EtherDelta Hack
Incident Overview
The DNS server of decentralized cryptocurrency exchange EtherDelta was successfully breached by an attacker, enabling the hacker to redirect users to a malicious website.
Consequently, the hacker was able to steal funds from users who unknowingly imported their private keys into the impostor's website.
According to data obtained from the Ethereum blockchain, it appears that the hacker stole approximately 308 ether β worth approximately $250,000.
The hacker's address:
https://etherscan.io/address/0x3f8a37bdβ¦6cc5fc
Incident Report
Protocol Information
Market Context at Time of Hack
What the Attacker Needed to Succeed
Understanding the prerequisites for this type of attack helps auditors identify protocols that are most at risk and helps developers build better defenses.
What Auditors Should Check
If you're auditing a protocol with similar architecture to EtherDelta, these are the critical security checks that could have prevented this incident (December 2017).
- Verify all logic paths related to Access Control are guarded by proper access controls and input validation - see the Access Control Attacks attack class for patterns
- Review privileged functions (owner, admin, governance) for potential abuse vectors - centralization risks should be documented and bounded with timelocks or multi-sigs
Master these auditing techniques with hands-on labs and real exploit scenarios in the Smart Contract Hacking course.
Free TrialRelated Attack Classes
The technique used in this hack maps to these vulnerability classes in our security curriculum:
Sources & References
Learn to Prevent the Next EtherDelta
The EtherDelta hack is one of many attacks that skilled auditors are trained to detect before deployment. Master real exploit patterns and defense techniques with hands-on Web3 security training.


• _To do_
For this exercise, copy out each line of the material below that includes "type".

....

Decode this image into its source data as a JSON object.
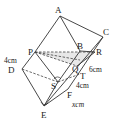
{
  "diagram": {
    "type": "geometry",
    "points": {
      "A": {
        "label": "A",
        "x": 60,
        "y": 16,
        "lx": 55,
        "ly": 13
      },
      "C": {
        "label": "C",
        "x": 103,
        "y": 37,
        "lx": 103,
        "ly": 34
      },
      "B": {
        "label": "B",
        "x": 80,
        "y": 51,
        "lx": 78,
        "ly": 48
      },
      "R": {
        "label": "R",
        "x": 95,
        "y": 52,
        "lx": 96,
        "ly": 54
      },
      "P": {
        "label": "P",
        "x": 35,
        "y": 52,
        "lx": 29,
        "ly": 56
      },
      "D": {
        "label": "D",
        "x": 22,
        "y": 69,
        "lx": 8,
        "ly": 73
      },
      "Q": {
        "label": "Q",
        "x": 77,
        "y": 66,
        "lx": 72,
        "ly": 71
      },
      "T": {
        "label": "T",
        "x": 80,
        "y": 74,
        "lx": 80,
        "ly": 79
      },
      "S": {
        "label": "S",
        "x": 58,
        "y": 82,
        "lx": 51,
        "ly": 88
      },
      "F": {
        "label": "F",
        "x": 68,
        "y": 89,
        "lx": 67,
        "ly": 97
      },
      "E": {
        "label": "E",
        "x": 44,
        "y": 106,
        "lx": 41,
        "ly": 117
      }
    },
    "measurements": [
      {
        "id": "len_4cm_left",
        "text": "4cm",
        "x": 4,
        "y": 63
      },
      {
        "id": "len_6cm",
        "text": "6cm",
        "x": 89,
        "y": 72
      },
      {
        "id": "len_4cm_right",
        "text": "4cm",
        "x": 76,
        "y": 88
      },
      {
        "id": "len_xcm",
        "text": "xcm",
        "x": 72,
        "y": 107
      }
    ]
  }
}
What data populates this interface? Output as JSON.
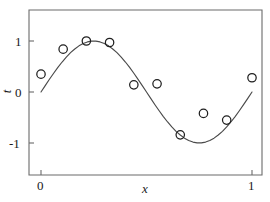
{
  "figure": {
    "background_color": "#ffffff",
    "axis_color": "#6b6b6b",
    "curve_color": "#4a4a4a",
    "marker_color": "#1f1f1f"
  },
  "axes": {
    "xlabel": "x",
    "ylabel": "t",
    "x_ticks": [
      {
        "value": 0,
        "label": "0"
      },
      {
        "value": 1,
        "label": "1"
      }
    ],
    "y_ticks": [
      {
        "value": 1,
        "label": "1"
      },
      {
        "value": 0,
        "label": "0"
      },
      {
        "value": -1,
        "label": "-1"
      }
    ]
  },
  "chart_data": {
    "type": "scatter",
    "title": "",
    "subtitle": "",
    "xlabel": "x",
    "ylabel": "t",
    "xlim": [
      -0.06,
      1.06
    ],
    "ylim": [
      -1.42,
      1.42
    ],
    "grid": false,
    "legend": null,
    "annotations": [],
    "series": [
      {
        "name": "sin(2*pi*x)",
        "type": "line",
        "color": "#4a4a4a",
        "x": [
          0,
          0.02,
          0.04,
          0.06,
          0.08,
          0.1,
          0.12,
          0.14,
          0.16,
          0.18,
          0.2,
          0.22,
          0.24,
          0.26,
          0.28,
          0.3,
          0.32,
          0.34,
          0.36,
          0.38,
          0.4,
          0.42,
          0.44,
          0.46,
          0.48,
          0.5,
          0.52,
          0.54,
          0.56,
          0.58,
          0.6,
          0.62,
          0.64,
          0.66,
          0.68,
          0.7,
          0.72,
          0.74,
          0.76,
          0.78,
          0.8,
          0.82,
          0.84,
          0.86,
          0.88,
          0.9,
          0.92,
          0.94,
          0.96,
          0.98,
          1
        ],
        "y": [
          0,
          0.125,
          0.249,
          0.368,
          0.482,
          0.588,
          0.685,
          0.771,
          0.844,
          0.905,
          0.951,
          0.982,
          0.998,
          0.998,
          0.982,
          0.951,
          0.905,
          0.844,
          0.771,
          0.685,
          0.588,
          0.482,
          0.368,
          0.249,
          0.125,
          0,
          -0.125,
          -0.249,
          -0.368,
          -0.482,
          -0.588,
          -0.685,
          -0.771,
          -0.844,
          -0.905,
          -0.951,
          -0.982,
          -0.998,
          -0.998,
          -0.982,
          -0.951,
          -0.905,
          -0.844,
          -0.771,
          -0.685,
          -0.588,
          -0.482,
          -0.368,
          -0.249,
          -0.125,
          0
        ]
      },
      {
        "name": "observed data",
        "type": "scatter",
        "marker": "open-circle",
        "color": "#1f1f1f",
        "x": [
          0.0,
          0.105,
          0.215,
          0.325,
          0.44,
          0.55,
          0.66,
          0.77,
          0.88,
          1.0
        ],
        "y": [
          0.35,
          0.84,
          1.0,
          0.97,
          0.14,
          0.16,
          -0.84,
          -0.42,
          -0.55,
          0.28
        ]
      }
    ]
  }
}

....

• _Result of the exercise_
    "type": "geometry",
    "type": "scatter",
        "type": "line",
        "type": "scatter",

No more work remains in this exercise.